Dale Carnegie said, “The expression one wears on one’s face is far more important than the clothes one wears on one’s back.” A smile is the best expression on a human’s face. A smile lights up and brightens the face like a candle in the dark. The faces becomes bright and beautiful. The greatest enemy of a smile is pain. It suddenly turns off the light and like NEPA (of the old) plunges the face into darkness.
The face becomes contorted and ugly. Emotional pain, especially watching people suffering or in severe physical pain, is an unpleasant feeling, psychological in nature and often overpowering.
Edwin S. Shneidman, a pioneer in the field of sociology, described it as, “how much you hurt as a human being.” A feeling of helplessness worsens pain! It is simply mental torment!
Just imagine that many medical doctors have to go through feeling this way nearly every day like the trauma we have all been going through for the past 50 years, on the Lagos-Ibadan expressway!
About 30 years ago I slept on that road; 10 years ago, I took a friend to the Lagos Airport, he landed in London two clear hours before I arrived in Ibadan. Yet, I didn’t stop anywhere!
Mind you, we didn’t have any bad weather, fog or any of the terrible driving conditions which usually mitigate against safe driving in many developed countries of the world! If you are above forty years of age, you stand an 80 per cent chance of knowing someone who had lost his life on that road!
The smile is gradually disappearing from my face on account of pain. To ease the pain, I asked for APC only to be told that it was no longer in the market. APC was one of the best, non-narcotic pain killers in its days! “Where have you been all these years?” my nurse retorted. “May I have some PCM instead?” I asked again.
“There are too many fake brands of PCM and we don’t know the genuine ones anymore. APC, I am told, has been rebranded as PCM!” she added. “But that’s impossible! Don’t we controlling agencies any more? I asked obviously confused.
Now my head was literarily on fire. The headache was intense. Who will cure my headache? Who will relieve me from this impulsive pain, ripping me apart like the butcher’s knife? The natural smile, which adorns my ever cheerful face is gradually fading away.
There is tremendous power in a smile. A smile can dissolve hostility, impact confidence, convey a feeling of happiness, hope and positivity, influence and change things. A smile returned, can also have immense influence on the ‘giver.’ Yes it can!
The most memorable day in my life, as a medical doctor, was when an old woman gave me the best smile I ever received in my life. She was deaf and dumb and had a blinding cataract in one eye.
Suddenly, unexpectedly, she lost her vision in her only seeing eye from an attack of acute angle-closure glaucoma. With none of her children around, the house help looking after her was helpless and it took more than two weeks before the correct help came.
Restive, struggling and totally uncooperative because her only connection with the outside world had been severed by blindness. She probably thought she was in hell and waiting for the fire to start burning!
It was a herculean task bundling her to the hospital and she had to be physically restrained with her arms and legs tied to the bed. The only seeing eye had by now become irreversibly blind. Her only hope was to restore sight to the cataract blind eye. This was promptly done under general anaesthesia.
As the dressings were removed from her operated eye the following day, her contorted face softened up, became bright and the “darkness” was literally and immediately replaced by the light from a thousand candles – a big smile. Her smile was a sign of appreciation and gratitude. It was best gift I ever received!
In the last two months, so many things have happened in our country. The smile is gradually disappearing from the face of all of us. When I hear about the billions of naira spent by politicians seeking elective offices and consider, side by side, the pervasive poverty around us, people dying of hunger, people being hacked to death because of their faith or ethnicity, children and adults dying owing to poor medical attention, the number of people going blind from lack of appropriate medications for their eye problems, thousands of people with blinding cataract whose sight could be restored by simple cataract surgery, I shudder at how easy it is to restore the fading smile on my face and to cure my headache.
When you smile remember the less privileged around. Put smile on faces of the hungry, the dying who can be rescued from the grips of death, the thousands of cataract blind who can have their sight restored – the good you can do with some of the money, God has given you.
Take a few seconds and shut your eyes. Count one to hundred and momentarily feel the crippling effect of blindness. Now open your eyes and SMILE. Do you feel a mood change? Do you feel good and great?
Anytime you are having a hard day or a bad time just pause and smile for a few seconds. It will make a difference to your life and to the life of many others around you. Share a smile with someone today. Light a candle! Help someone one to regain his sight. The reward? You will be rewarded with an appellation – ‘AS” An Apostle of Smile!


== Task item ==
Give back exactly the lines running from the line with "Identify the location of button: Précédent." to the end of the entries, and only those lines.

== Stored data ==
-*-*-

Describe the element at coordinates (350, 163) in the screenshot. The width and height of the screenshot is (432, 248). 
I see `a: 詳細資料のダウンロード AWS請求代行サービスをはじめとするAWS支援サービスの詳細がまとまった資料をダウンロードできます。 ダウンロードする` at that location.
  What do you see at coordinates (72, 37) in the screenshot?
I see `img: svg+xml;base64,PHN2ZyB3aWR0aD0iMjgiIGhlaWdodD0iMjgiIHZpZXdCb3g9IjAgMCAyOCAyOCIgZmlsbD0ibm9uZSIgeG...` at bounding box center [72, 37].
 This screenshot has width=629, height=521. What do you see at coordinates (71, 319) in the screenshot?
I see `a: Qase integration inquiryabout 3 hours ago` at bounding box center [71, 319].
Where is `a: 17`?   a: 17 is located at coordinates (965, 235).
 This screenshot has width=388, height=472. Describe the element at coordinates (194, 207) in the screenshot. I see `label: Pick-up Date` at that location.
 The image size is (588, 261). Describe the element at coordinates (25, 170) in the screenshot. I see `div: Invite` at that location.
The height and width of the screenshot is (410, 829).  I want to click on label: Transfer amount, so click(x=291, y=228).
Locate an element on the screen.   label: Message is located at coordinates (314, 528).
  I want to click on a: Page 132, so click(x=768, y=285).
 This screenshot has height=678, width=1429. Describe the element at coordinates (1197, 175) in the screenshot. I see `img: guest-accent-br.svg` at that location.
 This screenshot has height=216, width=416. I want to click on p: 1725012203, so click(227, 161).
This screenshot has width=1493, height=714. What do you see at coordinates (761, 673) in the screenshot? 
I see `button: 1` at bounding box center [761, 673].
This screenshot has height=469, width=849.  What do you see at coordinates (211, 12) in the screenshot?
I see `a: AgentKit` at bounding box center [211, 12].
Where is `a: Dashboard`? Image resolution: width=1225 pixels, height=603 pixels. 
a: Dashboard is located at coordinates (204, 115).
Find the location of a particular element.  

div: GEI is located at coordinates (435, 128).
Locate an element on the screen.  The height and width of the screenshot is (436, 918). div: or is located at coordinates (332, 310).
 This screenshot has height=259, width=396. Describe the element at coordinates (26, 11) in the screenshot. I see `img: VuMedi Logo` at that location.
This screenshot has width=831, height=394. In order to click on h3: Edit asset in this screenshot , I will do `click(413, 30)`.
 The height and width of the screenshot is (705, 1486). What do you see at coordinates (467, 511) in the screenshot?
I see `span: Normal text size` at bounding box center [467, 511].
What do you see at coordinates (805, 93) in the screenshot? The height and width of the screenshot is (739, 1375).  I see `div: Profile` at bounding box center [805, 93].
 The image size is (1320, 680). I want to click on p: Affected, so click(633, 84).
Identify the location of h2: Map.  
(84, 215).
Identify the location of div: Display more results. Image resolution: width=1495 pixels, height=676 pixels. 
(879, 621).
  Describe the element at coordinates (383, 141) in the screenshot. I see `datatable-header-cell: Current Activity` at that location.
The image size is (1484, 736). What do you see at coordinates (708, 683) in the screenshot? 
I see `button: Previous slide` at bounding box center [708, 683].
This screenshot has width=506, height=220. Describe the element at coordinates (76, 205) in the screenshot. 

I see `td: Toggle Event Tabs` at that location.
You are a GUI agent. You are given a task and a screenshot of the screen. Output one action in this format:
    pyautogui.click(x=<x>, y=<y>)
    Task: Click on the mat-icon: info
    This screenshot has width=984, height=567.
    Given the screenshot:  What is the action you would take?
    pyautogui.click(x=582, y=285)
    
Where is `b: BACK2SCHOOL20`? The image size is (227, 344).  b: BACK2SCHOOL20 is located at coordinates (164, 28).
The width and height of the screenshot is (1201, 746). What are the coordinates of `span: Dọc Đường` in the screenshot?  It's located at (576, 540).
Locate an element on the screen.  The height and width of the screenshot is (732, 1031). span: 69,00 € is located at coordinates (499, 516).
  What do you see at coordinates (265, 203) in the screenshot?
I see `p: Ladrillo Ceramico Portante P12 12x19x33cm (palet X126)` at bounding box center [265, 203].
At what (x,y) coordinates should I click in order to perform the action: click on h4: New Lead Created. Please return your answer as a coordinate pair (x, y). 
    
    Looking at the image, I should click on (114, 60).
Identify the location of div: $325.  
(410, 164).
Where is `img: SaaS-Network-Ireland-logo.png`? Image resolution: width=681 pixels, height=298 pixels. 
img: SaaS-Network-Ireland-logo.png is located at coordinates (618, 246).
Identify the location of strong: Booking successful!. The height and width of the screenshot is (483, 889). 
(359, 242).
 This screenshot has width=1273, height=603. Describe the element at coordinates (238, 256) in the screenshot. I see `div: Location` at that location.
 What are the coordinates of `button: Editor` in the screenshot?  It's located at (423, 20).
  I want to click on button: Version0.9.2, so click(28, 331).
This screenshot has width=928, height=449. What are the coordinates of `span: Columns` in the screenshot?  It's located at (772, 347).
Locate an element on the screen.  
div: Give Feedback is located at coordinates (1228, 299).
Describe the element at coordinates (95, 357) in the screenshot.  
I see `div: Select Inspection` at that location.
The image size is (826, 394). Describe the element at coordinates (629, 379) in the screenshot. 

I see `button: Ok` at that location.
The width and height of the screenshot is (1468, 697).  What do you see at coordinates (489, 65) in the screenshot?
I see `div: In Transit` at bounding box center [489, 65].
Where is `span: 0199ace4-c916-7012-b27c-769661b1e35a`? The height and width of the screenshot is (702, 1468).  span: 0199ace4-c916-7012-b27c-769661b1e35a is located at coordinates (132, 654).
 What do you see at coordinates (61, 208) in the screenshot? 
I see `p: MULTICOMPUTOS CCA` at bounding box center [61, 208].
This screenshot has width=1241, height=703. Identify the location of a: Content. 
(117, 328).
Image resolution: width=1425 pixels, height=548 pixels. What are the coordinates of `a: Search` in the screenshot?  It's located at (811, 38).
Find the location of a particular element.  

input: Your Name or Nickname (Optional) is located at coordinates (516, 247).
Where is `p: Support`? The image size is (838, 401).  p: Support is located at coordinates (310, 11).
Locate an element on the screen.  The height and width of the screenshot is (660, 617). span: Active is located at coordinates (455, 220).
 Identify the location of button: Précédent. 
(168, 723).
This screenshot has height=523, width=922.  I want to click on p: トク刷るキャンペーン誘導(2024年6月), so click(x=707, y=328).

-*-*-

== Answer to the problem ==
 Identify the location of button: Précédent. 
(168, 723).
This screenshot has height=523, width=922.  I want to click on p: トク刷るキャンペーン誘導(2024年6月), so click(x=707, y=328).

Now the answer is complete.